The Russian ruble fell below 57 to the dollar in trading on December 12, continuing a slide that has cut its value nearly in half this year.
The ruble's value against the dollar and the euro has continued to decline despite Russia's effort to shore it up by raising a key interest rate by one percentage point on December 11, the fifth increase this year.
The ruble was trading at about 57.31 to the dollar at midday on the Moscow exchange and later fell below 57.5.
One euro was buying more than 71 rubles.
The Russian central bank raised its key interest rate from 9.5 percent to 10.5 percent on December 11 -- and almost double the rate of 5.5 percent in March, when President Vladimir Putin set off a tense confrontation with the West by annexing Crimea from Ukraine.
The ruble and Russia's energy-reliant economy have been battered for months by falling world oil prices and sanctions imposed by the United States, the European Union, and other nations over Moscow's seizure of Crimea and its support for pro-Russian separatists fighting government forces in eastern Ukraine.
The central bank said it would continue to raise its key rate "in the case of further aggravation of inflation risks."
Andrei Klepach, deputy CEO of Russia's Vnesheconombank, said the rate hike was unlikely to help the ruble but would have "a negative impact on the economy."
Klepach said that "rates are already quite high and therefore one percentage point changes little."

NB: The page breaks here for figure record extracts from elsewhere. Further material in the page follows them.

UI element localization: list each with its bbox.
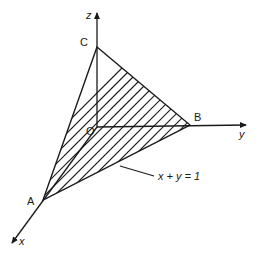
y-axis-label: y bbox=[238, 128, 246, 140]
origin-label: O bbox=[86, 125, 95, 137]
y-axis bbox=[97, 125, 246, 127]
z-axis-label: z bbox=[85, 9, 92, 21]
point-a-label: A bbox=[27, 195, 35, 207]
annotation-leader bbox=[120, 166, 154, 176]
x-axis bbox=[12, 127, 97, 243]
x-axis-label: x bbox=[18, 235, 25, 247]
point-b-label: B bbox=[194, 111, 201, 123]
diagram-canvas: z y x C B A O x + y = 1 bbox=[0, 0, 258, 254]
point-c-label: C bbox=[80, 36, 88, 48]
hatched-region bbox=[0, 50, 258, 250]
equation-label: x + y = 1 bbox=[157, 170, 200, 182]
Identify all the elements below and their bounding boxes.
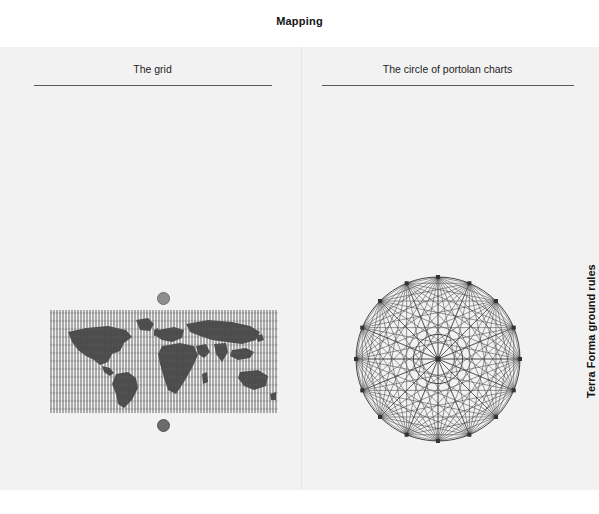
node-marker [436, 439, 440, 443]
node-marker [360, 326, 364, 330]
node-marker [436, 275, 440, 279]
node-marker [378, 415, 382, 419]
column-heading-portolan: The circle of portolan charts [305, 62, 590, 86]
side-label-right: Terra Forma ground rules [585, 264, 597, 398]
north-pole-dot [157, 292, 170, 305]
south-pole-dot [157, 419, 170, 432]
node-marker [354, 357, 358, 361]
center-point [436, 357, 441, 362]
node-marker [405, 281, 409, 285]
world-map-graticule-graphic [50, 310, 278, 413]
node-marker [405, 433, 409, 437]
column-heading-portolan-label: The circle of portolan charts [305, 62, 590, 76]
column-divider [301, 47, 302, 490]
column-heading-grid-label: The grid [10, 62, 295, 76]
figure-title: Mapping [0, 15, 599, 27]
node-marker [360, 388, 364, 392]
node-marker [467, 433, 471, 437]
node-marker [512, 388, 516, 392]
node-marker [494, 299, 498, 303]
node-marker [494, 415, 498, 419]
node-marker [467, 281, 471, 285]
column-heading-grid-rule [34, 85, 272, 86]
node-marker [518, 357, 522, 361]
column-heading-grid: The grid [10, 62, 295, 86]
column-heading-portolan-rule [322, 85, 574, 86]
node-marker [378, 299, 382, 303]
node-marker [512, 326, 516, 330]
figure-panel: The grid The circle of portolan charts [0, 47, 599, 490]
portolan-wind-rose-graphic [348, 269, 528, 449]
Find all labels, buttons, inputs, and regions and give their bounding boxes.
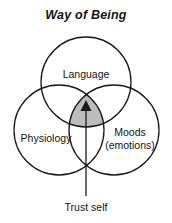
way-of-being-figure: Way of Being <box>0 0 172 223</box>
trust-self-caption: Trust self <box>65 201 108 213</box>
circle-label-moods-line1: Moods <box>114 126 146 138</box>
circle-label-physiology: Physiology <box>21 132 73 144</box>
circle-label-moods-line2: (emotions) <box>105 139 155 151</box>
circle-label-language: Language <box>63 68 110 80</box>
venn-diagram: Language Physiology Moods (emotions) Tru… <box>0 0 172 223</box>
circle-physiology <box>14 85 104 175</box>
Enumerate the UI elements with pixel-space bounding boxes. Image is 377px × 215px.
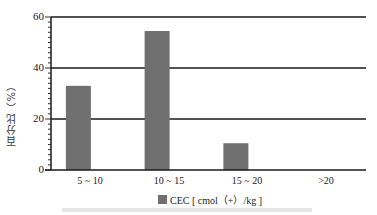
- y-tick-20: 20: [24, 112, 44, 124]
- y-tick-0: 0: [24, 163, 44, 175]
- y-tick-60: 60: [24, 10, 44, 22]
- x-tick-5-10: 5 ~ 10: [60, 175, 120, 186]
- figure-caption-faded: [62, 208, 312, 212]
- bar-chart: 百分比（%） 60 40 20 0 5 ~ 10 10 ~ 15 15 ~ 20…: [0, 0, 377, 215]
- x-tick-gt20: >20: [296, 175, 356, 186]
- bar-2: [223, 143, 248, 170]
- legend: CEC [ cmol（+）/kg ]: [158, 192, 262, 207]
- legend-label: CEC [ cmol（+）/kg ]: [170, 192, 262, 207]
- x-tick-15-20: 15 ~ 20: [217, 175, 277, 186]
- x-tick-10-15: 10 ~ 15: [139, 175, 199, 186]
- bar-0: [66, 86, 91, 170]
- y-axis-label: 百分比（%）: [4, 80, 20, 146]
- y-tick-40: 40: [24, 61, 44, 73]
- bar-1: [145, 31, 170, 170]
- legend-swatch: [158, 195, 167, 204]
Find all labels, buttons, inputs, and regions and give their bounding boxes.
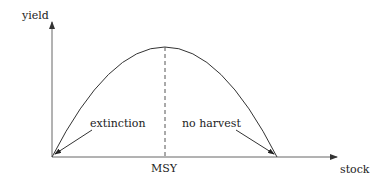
diagram-graphic (0, 0, 385, 182)
y-axis-label: yield (22, 10, 49, 21)
extinction-label: extinction (90, 118, 146, 129)
x-axis-label: stock (340, 164, 370, 175)
no-harvest-pointer (236, 130, 274, 154)
no-harvest-label: no harvest (182, 118, 241, 129)
msy-label: MSY (151, 163, 177, 174)
yield-stock-diagram: yield stock MSY extinction no harvest (0, 0, 385, 182)
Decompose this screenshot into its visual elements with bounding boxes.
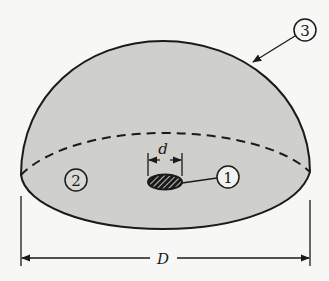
callout-1-label: 1 xyxy=(223,169,233,187)
callout-3-leader xyxy=(253,36,295,62)
diagram-svg: d 1 2 3 D xyxy=(0,0,329,281)
callout-2-label: 2 xyxy=(71,172,81,190)
orifice-hole xyxy=(148,175,182,190)
callout-3-label: 3 xyxy=(300,22,310,40)
dimension-label-d: d xyxy=(158,140,168,158)
hemisphere-body xyxy=(21,41,310,229)
hemisphere-diagram: d 1 2 3 D xyxy=(0,0,329,281)
dimension-label-D: D xyxy=(156,250,169,268)
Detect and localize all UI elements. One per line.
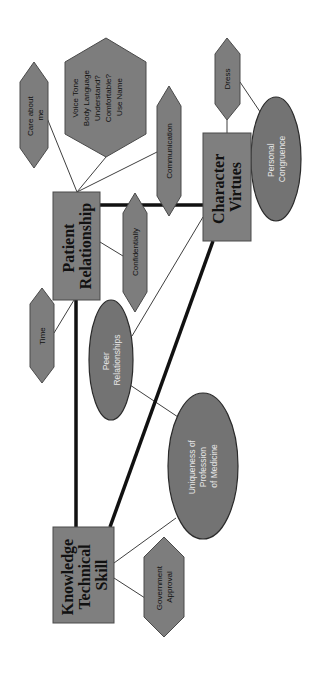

Some investors said the central bank intervened on December 12 to avert a steeper decline.
Aleksei Vorobyov, head of the foreign-exchange-operations department at Vozrozhdenie bank in Moscow, said he believed the bank "went out to defend the 58-ruble mark" by selling hundreds of millions of dollars.
The central bank said it had conducted nearly $200 million worth of forex market interventions on December 10.
Russian share prices were also on the decline on December 12, with the RTS index falling more than 4 percent in early trading before recovering modestly.
The ruble has lost about 42 percent of its value against the U.S. dollar and 36 percent against the euro since the beginning of the year.
The central bank has predicted that the country's economy was unlikely to see any growth in 2015 or 2016.
The Russian government recently revised its economic forecast for 2015, predicting a drop of 0.8 percent instead of 1.2 percent growth.